**Task**: Would you please copy each line of the data in which the string "will" occurs?

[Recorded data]
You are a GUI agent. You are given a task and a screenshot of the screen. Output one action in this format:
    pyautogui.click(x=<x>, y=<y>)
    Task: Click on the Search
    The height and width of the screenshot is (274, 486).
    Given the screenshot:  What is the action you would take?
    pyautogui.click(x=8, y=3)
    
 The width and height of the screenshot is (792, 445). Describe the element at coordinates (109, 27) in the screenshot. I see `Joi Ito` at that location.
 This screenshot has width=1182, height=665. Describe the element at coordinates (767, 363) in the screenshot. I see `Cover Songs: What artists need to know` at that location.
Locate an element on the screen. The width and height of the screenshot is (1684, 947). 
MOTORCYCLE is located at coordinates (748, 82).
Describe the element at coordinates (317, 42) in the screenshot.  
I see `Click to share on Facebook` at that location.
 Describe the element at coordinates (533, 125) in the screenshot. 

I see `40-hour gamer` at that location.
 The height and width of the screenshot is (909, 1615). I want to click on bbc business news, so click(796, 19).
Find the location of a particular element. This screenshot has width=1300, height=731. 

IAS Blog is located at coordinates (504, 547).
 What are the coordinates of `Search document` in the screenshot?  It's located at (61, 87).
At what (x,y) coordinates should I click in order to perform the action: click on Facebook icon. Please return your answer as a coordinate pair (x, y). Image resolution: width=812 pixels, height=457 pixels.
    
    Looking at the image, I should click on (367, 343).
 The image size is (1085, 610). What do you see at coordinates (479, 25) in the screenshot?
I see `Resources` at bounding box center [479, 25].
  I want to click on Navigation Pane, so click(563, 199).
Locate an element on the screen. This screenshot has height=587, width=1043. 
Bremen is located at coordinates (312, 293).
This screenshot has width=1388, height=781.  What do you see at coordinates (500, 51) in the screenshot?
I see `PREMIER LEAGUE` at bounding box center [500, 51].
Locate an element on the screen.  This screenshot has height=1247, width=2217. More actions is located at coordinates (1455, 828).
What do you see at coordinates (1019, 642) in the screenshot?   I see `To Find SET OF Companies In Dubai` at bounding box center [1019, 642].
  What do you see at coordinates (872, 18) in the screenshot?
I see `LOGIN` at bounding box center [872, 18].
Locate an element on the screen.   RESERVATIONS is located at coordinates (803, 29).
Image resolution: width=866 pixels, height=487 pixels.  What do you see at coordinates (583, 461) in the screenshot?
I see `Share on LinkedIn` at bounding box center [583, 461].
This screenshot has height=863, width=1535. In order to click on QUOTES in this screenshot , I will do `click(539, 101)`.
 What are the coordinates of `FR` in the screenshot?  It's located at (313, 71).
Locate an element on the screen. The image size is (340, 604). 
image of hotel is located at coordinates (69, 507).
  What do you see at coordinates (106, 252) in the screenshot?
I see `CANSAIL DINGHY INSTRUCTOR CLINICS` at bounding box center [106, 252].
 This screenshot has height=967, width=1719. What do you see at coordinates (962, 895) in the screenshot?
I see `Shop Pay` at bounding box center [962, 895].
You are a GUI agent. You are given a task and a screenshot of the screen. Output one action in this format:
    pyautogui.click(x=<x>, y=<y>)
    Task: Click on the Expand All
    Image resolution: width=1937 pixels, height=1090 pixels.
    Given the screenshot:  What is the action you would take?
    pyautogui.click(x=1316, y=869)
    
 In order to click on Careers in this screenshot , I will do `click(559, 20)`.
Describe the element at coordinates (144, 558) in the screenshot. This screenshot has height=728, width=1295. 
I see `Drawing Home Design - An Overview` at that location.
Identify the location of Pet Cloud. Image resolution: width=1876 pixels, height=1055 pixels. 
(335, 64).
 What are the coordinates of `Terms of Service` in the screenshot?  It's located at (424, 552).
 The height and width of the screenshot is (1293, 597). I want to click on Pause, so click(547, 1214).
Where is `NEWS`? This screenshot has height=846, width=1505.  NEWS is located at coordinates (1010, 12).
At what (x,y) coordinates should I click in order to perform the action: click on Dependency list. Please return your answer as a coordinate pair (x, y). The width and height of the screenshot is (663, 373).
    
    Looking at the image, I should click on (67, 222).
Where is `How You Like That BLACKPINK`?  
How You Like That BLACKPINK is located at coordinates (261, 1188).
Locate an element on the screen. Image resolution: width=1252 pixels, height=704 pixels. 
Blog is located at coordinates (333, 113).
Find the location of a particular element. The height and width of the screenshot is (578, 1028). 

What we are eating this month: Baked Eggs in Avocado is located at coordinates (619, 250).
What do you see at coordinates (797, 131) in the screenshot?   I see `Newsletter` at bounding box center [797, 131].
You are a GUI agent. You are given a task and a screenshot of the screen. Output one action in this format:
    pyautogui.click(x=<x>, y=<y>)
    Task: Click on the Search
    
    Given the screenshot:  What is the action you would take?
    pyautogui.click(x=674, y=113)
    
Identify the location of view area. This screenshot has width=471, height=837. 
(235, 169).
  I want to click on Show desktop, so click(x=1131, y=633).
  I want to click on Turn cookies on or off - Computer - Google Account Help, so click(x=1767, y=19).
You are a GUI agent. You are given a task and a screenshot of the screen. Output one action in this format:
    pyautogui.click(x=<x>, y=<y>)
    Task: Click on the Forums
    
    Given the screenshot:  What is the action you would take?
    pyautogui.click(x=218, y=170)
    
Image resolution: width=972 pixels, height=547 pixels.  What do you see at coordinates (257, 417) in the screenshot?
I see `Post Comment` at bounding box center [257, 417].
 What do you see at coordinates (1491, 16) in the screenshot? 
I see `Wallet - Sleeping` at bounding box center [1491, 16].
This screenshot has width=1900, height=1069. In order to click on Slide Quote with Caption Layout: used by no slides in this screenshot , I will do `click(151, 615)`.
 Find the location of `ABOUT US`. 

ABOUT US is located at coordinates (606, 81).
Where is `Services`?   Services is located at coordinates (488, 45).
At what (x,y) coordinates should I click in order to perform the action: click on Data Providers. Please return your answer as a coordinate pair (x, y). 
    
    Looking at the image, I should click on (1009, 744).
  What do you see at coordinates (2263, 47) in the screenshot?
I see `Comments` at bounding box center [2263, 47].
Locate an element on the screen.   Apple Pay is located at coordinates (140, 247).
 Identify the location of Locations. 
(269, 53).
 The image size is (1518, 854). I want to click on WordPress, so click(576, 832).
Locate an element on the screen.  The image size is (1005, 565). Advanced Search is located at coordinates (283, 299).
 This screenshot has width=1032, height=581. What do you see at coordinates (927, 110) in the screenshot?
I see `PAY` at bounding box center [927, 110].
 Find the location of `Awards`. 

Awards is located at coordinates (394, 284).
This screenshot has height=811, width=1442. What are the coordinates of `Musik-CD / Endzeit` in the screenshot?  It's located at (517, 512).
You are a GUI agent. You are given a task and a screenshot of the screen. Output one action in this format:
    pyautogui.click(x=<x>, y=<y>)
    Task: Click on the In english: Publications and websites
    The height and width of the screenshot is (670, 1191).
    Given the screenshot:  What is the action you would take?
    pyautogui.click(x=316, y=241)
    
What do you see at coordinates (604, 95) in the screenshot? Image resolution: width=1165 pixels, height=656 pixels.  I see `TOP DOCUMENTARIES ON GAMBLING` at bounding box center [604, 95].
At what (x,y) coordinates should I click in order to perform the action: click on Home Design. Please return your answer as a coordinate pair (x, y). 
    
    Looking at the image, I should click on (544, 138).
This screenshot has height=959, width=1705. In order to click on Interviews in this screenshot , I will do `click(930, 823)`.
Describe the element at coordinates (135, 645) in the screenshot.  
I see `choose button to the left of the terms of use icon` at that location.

**Solution**:
This screenshot has height=863, width=1535. In order to click on QUOTES in this screenshot , I will do `click(539, 101)`.
 In order to click on Careers in this screenshot , I will do `click(559, 20)`.
This screenshot has width=1900, height=1069. In order to click on Slide Quote with Caption Layout: used by no slides in this screenshot , I will do `click(151, 615)`.
This screenshot has height=959, width=1705. In order to click on Interviews in this screenshot , I will do `click(930, 823)`.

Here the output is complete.